Hipster Zombies and the Bohemian Undead
Six years ago, writing in Time Out, Christian Lorentzen got the story right with his diagnosis of the parasitic nature of the postmodern economics of “cool”:
Yes, the assassins of cool still walk our streets: Any night of the week finds the East Village, the Lower East Side and Williamsburg teeming with youth—a pageant of the bohemian undead. These hipster zombies—now more likely to be brokers or lawyers than art-school dropouts—are the idols of the style pages, the darlings of viral marketers and the marks of predatory real-estate agents. And they must be buried for cool to be reborn. [emphasis mine.]
And in the passage that follows below, it’s as if Lorentzen—like one of the “Pre-cogs†in Minority Report—has had a pre-vision of Henry Alford’s “How I Became a Hipsterâ€:
Under the guise of “irony,” hipsterism fetishizes the authentic and regurgitates it with a winking inauthenticity. Those 18-to-34-year-olds called hipsters have defanged, skinned and consumed the fringe movements of the postwar era—Beat, hippie, punk, even grunge. Hungry for more, and sick with the anxiety of influence, they feed as well from the trough of the uncool, turning white trash chic, and gouging the husks of long-expired subcultures—vaudeville, burlesque, cowboys and pirates.
Of course, hipsterism being originally, and still mostly, the province of whites (the pastiest of whites), its acolytes raid the cultural stores of every unmelted ethnicity in the pot. Similarly, they devour gay style: Witness the cultural burp known as metrosexuality. As the hipster ambles from the thrift store to a $100 haircut at Freemans Sporting Club, these aesthetics are assimilated—cannibalized—into a repertoire of meaninglessness, from which the hipster can construct an identity in the manner of a collage, or a shuffled playlist on an iPod.
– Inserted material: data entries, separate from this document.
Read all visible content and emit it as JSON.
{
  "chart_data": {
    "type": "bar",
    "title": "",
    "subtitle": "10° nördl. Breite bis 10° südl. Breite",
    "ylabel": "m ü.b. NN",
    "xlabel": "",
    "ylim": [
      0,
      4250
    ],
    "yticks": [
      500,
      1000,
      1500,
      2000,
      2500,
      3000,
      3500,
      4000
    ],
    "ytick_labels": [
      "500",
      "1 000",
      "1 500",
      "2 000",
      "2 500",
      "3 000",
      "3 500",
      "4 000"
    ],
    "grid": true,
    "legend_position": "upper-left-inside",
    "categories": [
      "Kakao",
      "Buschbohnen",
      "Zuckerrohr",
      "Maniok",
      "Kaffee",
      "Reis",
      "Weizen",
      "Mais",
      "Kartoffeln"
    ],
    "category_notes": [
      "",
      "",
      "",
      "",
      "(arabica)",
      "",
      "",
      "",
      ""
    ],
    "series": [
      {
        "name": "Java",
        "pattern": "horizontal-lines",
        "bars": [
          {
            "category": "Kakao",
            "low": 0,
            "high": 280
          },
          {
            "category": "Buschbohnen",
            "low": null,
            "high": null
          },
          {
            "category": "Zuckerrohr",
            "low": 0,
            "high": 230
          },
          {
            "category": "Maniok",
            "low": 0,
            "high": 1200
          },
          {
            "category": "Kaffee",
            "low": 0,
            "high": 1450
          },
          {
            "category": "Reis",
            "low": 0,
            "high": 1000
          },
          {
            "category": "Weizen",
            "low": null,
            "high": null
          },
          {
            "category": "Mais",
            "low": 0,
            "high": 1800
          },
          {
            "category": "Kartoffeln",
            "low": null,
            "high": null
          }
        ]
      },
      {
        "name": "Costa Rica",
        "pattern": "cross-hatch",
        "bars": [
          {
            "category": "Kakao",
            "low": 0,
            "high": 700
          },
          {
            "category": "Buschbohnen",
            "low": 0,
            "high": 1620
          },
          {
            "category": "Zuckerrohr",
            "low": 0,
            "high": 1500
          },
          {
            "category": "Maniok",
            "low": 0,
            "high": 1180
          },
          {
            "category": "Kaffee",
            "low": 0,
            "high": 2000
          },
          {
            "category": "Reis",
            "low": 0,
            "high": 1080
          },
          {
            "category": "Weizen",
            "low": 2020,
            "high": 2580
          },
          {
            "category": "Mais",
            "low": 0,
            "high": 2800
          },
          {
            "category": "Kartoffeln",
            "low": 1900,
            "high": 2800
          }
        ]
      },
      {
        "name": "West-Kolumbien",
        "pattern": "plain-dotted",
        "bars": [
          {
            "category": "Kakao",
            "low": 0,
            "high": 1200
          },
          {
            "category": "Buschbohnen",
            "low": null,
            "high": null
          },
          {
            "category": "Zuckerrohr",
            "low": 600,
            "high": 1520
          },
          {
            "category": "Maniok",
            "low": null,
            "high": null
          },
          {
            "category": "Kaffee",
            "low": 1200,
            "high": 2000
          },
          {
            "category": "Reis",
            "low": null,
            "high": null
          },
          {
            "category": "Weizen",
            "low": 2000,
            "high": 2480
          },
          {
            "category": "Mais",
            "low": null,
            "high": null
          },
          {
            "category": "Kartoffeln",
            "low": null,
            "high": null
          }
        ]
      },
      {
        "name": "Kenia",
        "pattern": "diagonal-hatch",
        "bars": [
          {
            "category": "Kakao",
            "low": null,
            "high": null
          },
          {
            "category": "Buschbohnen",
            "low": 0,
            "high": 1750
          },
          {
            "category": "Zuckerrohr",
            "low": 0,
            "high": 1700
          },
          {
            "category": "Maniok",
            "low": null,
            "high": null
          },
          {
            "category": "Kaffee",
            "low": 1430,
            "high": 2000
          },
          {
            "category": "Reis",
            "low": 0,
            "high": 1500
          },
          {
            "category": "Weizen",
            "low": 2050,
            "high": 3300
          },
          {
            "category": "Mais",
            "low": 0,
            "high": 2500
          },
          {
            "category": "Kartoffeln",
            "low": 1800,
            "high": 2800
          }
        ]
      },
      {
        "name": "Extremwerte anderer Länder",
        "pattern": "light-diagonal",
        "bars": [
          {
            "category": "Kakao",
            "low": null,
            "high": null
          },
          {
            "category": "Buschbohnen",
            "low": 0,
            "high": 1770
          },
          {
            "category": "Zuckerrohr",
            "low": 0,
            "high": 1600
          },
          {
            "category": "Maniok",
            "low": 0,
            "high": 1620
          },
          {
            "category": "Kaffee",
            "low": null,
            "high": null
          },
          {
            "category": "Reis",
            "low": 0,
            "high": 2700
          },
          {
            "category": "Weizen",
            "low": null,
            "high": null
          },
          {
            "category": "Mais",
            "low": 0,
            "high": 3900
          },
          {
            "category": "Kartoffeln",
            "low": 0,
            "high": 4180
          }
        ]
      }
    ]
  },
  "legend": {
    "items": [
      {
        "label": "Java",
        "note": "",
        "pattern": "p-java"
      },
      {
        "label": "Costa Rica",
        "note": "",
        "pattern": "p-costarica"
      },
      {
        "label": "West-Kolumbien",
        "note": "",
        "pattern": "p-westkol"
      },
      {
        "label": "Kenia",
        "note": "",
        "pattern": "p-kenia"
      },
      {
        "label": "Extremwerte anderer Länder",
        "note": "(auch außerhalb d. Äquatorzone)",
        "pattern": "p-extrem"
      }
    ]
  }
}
All isms seek dominance of human affairs, and in this, hipsterism in New York City has proved more virulent than any of its forebears. (Punk, after all, never really broke—except in the form of hipsterism.) At last there was nothing left for hipsters to do but to convert the squares, take them to the bar and let them pick up the tab. Secrets were shared. The hipster hooked up with the common consumer; he woke up a zombie.